EXERCISE
Nothing may be left out, so copy every entry exactly.

DATA LISTING
================
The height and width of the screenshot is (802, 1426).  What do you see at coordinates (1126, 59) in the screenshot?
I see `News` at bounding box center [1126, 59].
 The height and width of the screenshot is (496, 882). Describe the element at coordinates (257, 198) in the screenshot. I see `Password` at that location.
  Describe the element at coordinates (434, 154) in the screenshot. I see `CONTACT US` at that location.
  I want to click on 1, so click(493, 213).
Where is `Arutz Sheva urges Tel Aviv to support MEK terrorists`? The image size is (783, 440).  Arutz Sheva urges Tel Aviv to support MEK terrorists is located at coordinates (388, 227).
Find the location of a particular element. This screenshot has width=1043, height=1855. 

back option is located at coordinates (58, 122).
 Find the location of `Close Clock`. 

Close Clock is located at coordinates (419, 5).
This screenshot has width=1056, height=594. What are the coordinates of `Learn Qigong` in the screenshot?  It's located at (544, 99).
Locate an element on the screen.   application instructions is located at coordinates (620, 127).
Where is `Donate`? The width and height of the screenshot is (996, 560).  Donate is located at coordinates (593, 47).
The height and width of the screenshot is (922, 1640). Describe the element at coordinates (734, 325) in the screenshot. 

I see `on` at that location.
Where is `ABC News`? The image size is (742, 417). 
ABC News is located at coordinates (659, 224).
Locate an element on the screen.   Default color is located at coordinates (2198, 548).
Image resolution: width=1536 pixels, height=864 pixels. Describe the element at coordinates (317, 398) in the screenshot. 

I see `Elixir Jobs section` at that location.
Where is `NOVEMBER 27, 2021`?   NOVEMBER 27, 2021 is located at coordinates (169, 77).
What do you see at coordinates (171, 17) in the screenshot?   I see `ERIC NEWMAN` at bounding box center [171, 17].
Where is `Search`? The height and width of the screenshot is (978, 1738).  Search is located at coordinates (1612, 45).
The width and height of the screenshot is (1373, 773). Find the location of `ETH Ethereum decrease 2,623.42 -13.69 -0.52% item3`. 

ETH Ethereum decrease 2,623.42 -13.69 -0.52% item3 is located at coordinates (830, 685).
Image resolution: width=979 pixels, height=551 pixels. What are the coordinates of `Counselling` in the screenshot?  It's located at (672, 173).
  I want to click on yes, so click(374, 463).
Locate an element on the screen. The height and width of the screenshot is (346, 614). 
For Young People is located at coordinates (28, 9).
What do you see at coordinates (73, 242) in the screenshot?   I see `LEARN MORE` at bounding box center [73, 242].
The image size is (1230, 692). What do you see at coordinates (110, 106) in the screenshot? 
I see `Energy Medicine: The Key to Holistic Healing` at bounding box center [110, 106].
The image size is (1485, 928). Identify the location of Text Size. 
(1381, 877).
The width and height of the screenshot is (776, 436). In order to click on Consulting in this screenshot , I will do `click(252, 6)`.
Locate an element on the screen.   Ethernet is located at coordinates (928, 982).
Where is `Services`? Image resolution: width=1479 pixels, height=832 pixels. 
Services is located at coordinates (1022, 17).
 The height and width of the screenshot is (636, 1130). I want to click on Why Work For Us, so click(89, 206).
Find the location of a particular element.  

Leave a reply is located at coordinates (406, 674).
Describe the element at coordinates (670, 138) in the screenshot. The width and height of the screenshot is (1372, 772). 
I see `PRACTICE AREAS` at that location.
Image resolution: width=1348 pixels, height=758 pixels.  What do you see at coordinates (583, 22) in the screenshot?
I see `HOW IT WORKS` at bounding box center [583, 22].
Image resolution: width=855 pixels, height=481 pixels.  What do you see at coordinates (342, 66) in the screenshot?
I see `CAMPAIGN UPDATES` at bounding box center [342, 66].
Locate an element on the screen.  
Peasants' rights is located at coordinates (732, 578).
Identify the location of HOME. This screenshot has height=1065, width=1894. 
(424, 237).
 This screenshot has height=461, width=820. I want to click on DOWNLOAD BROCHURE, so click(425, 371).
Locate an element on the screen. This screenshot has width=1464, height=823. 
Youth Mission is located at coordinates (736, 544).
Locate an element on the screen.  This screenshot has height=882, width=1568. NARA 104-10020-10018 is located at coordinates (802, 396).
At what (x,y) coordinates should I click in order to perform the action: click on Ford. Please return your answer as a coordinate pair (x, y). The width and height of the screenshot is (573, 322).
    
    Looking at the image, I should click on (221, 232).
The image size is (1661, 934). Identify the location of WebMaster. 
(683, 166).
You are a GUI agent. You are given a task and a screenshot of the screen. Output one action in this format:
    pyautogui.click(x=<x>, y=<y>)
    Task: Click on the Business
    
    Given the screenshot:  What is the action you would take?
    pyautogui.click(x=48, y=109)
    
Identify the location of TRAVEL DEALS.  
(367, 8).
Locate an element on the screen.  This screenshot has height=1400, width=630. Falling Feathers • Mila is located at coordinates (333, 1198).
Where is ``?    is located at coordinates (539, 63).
================
TASK OUTPUT
The height and width of the screenshot is (802, 1426).  What do you see at coordinates (1126, 59) in the screenshot?
I see `News` at bounding box center [1126, 59].
 The height and width of the screenshot is (496, 882). Describe the element at coordinates (257, 198) in the screenshot. I see `Password` at that location.
  Describe the element at coordinates (434, 154) in the screenshot. I see `CONTACT US` at that location.
  I want to click on 1, so click(493, 213).
Where is `Arutz Sheva urges Tel Aviv to support MEK terrorists`? The image size is (783, 440).  Arutz Sheva urges Tel Aviv to support MEK terrorists is located at coordinates (388, 227).
Find the location of a particular element. This screenshot has width=1043, height=1855. 

back option is located at coordinates (58, 122).
 Find the location of `Close Clock`. 

Close Clock is located at coordinates (419, 5).
This screenshot has width=1056, height=594. What are the coordinates of `Learn Qigong` in the screenshot?  It's located at (544, 99).
Locate an element on the screen.   application instructions is located at coordinates (620, 127).
Where is `Donate`? The width and height of the screenshot is (996, 560).  Donate is located at coordinates (593, 47).
The height and width of the screenshot is (922, 1640). Describe the element at coordinates (734, 325) in the screenshot. 

I see `on` at that location.
Where is `ABC News`? The image size is (742, 417). 
ABC News is located at coordinates (659, 224).
Locate an element on the screen.   Default color is located at coordinates (2198, 548).
Image resolution: width=1536 pixels, height=864 pixels. Describe the element at coordinates (317, 398) in the screenshot. 

I see `Elixir Jobs section` at that location.
Where is `NOVEMBER 27, 2021`?   NOVEMBER 27, 2021 is located at coordinates (169, 77).
What do you see at coordinates (171, 17) in the screenshot?   I see `ERIC NEWMAN` at bounding box center [171, 17].
Where is `Search`? The height and width of the screenshot is (978, 1738).  Search is located at coordinates (1612, 45).
The width and height of the screenshot is (1373, 773). Find the location of `ETH Ethereum decrease 2,623.42 -13.69 -0.52% item3`. 

ETH Ethereum decrease 2,623.42 -13.69 -0.52% item3 is located at coordinates (830, 685).
Image resolution: width=979 pixels, height=551 pixels. What are the coordinates of `Counselling` in the screenshot?  It's located at (672, 173).
  I want to click on yes, so click(374, 463).
Locate an element on the screen. The height and width of the screenshot is (346, 614). 
For Young People is located at coordinates (28, 9).
What do you see at coordinates (73, 242) in the screenshot?   I see `LEARN MORE` at bounding box center [73, 242].
The image size is (1230, 692). What do you see at coordinates (110, 106) in the screenshot? 
I see `Energy Medicine: The Key to Holistic Healing` at bounding box center [110, 106].
The image size is (1485, 928). Identify the location of Text Size. 
(1381, 877).
The width and height of the screenshot is (776, 436). In order to click on Consulting in this screenshot , I will do `click(252, 6)`.
Locate an element on the screen.   Ethernet is located at coordinates (928, 982).
Where is `Services`? Image resolution: width=1479 pixels, height=832 pixels. 
Services is located at coordinates (1022, 17).
 The height and width of the screenshot is (636, 1130). I want to click on Why Work For Us, so click(89, 206).
Find the location of a particular element.  

Leave a reply is located at coordinates (406, 674).
Describe the element at coordinates (670, 138) in the screenshot. The width and height of the screenshot is (1372, 772). 
I see `PRACTICE AREAS` at that location.
Image resolution: width=1348 pixels, height=758 pixels.  What do you see at coordinates (583, 22) in the screenshot?
I see `HOW IT WORKS` at bounding box center [583, 22].
Image resolution: width=855 pixels, height=481 pixels.  What do you see at coordinates (342, 66) in the screenshot?
I see `CAMPAIGN UPDATES` at bounding box center [342, 66].
Locate an element on the screen.  
Peasants' rights is located at coordinates (732, 578).
Identify the location of HOME. This screenshot has height=1065, width=1894. 
(424, 237).
 This screenshot has height=461, width=820. I want to click on DOWNLOAD BROCHURE, so click(425, 371).
Locate an element on the screen. This screenshot has width=1464, height=823. 
Youth Mission is located at coordinates (736, 544).
Locate an element on the screen.  This screenshot has height=882, width=1568. NARA 104-10020-10018 is located at coordinates (802, 396).
At what (x,y) coordinates should I click in order to perform the action: click on Ford. Please return your answer as a coordinate pair (x, y). The width and height of the screenshot is (573, 322).
    
    Looking at the image, I should click on (221, 232).
The image size is (1661, 934). Identify the location of WebMaster. 
(683, 166).
You are a GUI agent. You are given a task and a screenshot of the screen. Output one action in this format:
    pyautogui.click(x=<x>, y=<y>)
    Task: Click on the Business
    
    Given the screenshot:  What is the action you would take?
    pyautogui.click(x=48, y=109)
    
Identify the location of TRAVEL DEALS.  
(367, 8).
Locate an element on the screen.  This screenshot has height=1400, width=630. Falling Feathers • Mila is located at coordinates (333, 1198).
Where is ``?    is located at coordinates (539, 63).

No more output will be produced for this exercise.